Mrs. Dares's dark eyes seemed to smile now, if her lips did not. "Yes,"
she said. "Mr. Kindelon was right. You are to begin at the very beginning.--In London it is so different," she went on, lapsing into the meditative seriousness from which nothing could permanently distract her. "I spent a happy and memorable month there not many years ago. It was a delicious holiday, taken because of overwork here at home, and a blessed medicine I found it. I had brought with me a few lucky letters.
They opened doors to me, and beyond those doors I met faces and voices full of a precious welcome. You would know the names of not a few of those who were gracious to me; they are names that are household words.
And there, in London, I saw, strongly established, a dignified, important and influential society. Rarely, once in a while, I met some man or woman with a t.i.tle, but he or she had always either done something to win the t.i.tle, or something--if it was inherited--to outs.h.i.+ne it. I did not stay long enough to pick flaws, to cavil; I enjoyed and appreciated--and I have never forgotten!"

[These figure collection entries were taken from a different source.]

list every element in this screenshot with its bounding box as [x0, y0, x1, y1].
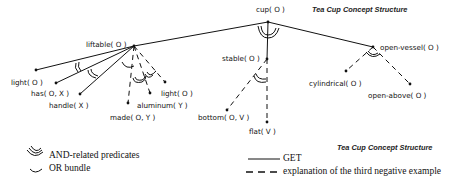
legend-dashed-label: explanation of the third negative exampl… — [283, 166, 441, 176]
node-made: made( O, Y ) — [110, 113, 155, 122]
edge-open-vessel-open-above — [373, 47, 410, 84]
node-liftable: liftable( O ) — [86, 40, 126, 49]
node-flat: flat( V ) — [249, 127, 276, 136]
legend-or-icon — [30, 169, 42, 172]
node-cylindrical: cylindrical( O ) — [309, 79, 361, 88]
diagram-title-top: Tea Cup Concept Structure — [312, 5, 407, 14]
edge-liftable-made — [128, 46, 134, 103]
node-light-2: light( O ) — [161, 89, 193, 98]
edge-cup-liftable — [134, 22, 268, 46]
legend-or-label: OR bundle — [49, 163, 90, 173]
and-arc-liftable-has — [88, 70, 96, 78]
node-cup: cup( O ) — [256, 5, 285, 14]
edge-cup-stable — [267, 22, 268, 59]
legend-solid-label: GET — [283, 153, 301, 163]
legend-and-label: AND-related predicates — [49, 150, 139, 160]
edge-stable-bottom — [227, 59, 267, 110]
node-light: light( O ) — [11, 78, 43, 87]
node-bottom: bottom( O, V ) — [198, 113, 249, 122]
node-stable: stable( O ) — [222, 54, 260, 63]
edge-liftable-aluminum — [134, 46, 150, 93]
diagram-title-bottom: Tea Cup Concept Structure — [337, 143, 432, 152]
node-handle: handle( X ) — [49, 101, 89, 110]
edge-open-vessel-cylindrical — [346, 47, 373, 71]
node-open-vessel: open-vessel( O ) — [380, 43, 439, 52]
and-arc-liftable-left — [75, 63, 78, 72]
edge-cup-open-vessel — [268, 22, 373, 47]
node-open-above: open-above( O ) — [368, 91, 426, 100]
node-aluminum: aluminum( Y ) — [137, 101, 188, 110]
edge-liftable-light2 — [134, 46, 165, 82]
node-has: has( O, X ) — [31, 89, 69, 98]
edge-liftable-left — [36, 46, 134, 70]
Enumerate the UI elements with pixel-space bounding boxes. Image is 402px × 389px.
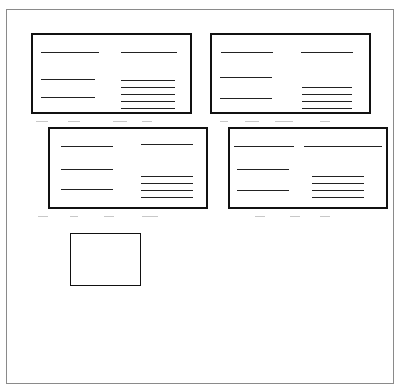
divider	[234, 146, 294, 147]
crc-card-traffic-control-signal	[31, 33, 192, 114]
responsibility-line	[41, 79, 95, 80]
collaborator-line	[302, 94, 352, 95]
divider	[141, 144, 193, 145]
responsibility-line	[41, 97, 95, 98]
collaborator-line	[312, 190, 364, 191]
divider	[221, 52, 273, 53]
divider	[61, 146, 113, 147]
divider	[304, 146, 382, 147]
crc-card-controller	[48, 127, 208, 209]
scan-mark	[36, 121, 48, 122]
collaborator-line	[312, 197, 364, 198]
divider	[301, 52, 353, 53]
scan-mark	[68, 121, 80, 122]
collaborator-line	[141, 176, 193, 177]
collaborator-line	[302, 108, 352, 109]
collaborator-line	[121, 108, 175, 109]
collaborator-line	[121, 87, 175, 88]
scan-mark	[320, 216, 330, 217]
scan-mark	[220, 121, 228, 122]
scan-mark	[104, 216, 114, 217]
responsibility-line	[220, 98, 272, 99]
scan-mark	[255, 216, 265, 217]
scan-mark	[142, 121, 152, 122]
collaborator-line	[121, 101, 175, 102]
scan-mark	[142, 216, 158, 217]
scan-mark	[245, 121, 259, 122]
responsibility-line	[237, 190, 289, 191]
scan-mark	[70, 216, 78, 217]
responsibility-line	[237, 169, 289, 170]
collaborator-line	[121, 80, 175, 81]
scan-mark	[38, 216, 48, 217]
collaborator-line	[141, 183, 193, 184]
responsibility-line	[220, 77, 272, 78]
divider	[41, 52, 99, 53]
scan-mark	[275, 121, 293, 122]
crc-card-crosswalk-signal	[228, 127, 388, 209]
scan-mark	[290, 216, 300, 217]
scan-mark	[113, 121, 127, 122]
collaborator-line	[312, 176, 364, 177]
uml-class-traffic-control-signal	[70, 233, 141, 286]
scan-mark	[320, 121, 330, 122]
responsibility-line	[61, 169, 113, 170]
crc-card-intersection	[210, 33, 371, 114]
collaborator-line	[141, 190, 193, 191]
collaborator-line	[312, 183, 364, 184]
collaborator-line	[121, 94, 175, 95]
responsibility-line	[61, 189, 113, 190]
divider	[121, 52, 177, 53]
collaborator-line	[302, 87, 352, 88]
collaborator-line	[141, 197, 193, 198]
collaborator-line	[302, 101, 352, 102]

Just at this point, and somewhat to Pauline's secret annoyance, Kindelon returned with a lady at his side. Pauline was soon told the lady's name, and as she heard it her annoyance was swiftly dissipated by a new curiosity. She at once concluded that Miss Cora Dares bore very slight resemblance to her mother. She was taller, and her figure was of a full if not generous moulding. Her rippled chestnut hair grew low over the forehead; almost too low for beauty, though her calm, straight-featured face, lit by a pair of singularly luminous blue eyes, and ending in a deep-dimpled chin of exquisite symmetry, needed but a glance to make good its attractive claim. Miss Cora Dares was quite profuse in her smiles; she gave Pauline, while taking the latter's hand, a very bright and charming one, which made her look still less like her mother.
"We saw you and mamma talking very earnestly together, Mrs. Varick," she said, with a brief side-glance toward Kindelon, "and so we concluded that it would be safe to leave you undisturbed for at least a little while. But mamma is curiously unsafe as an entertainer." This was said with an extremely sweet and amiable look in Mrs. Dares's direction. "She sometimes loses herself in gentle rhapsodies. My sister Martha and I have to keep watch upon her by turns, out of pity for the unliberated victims."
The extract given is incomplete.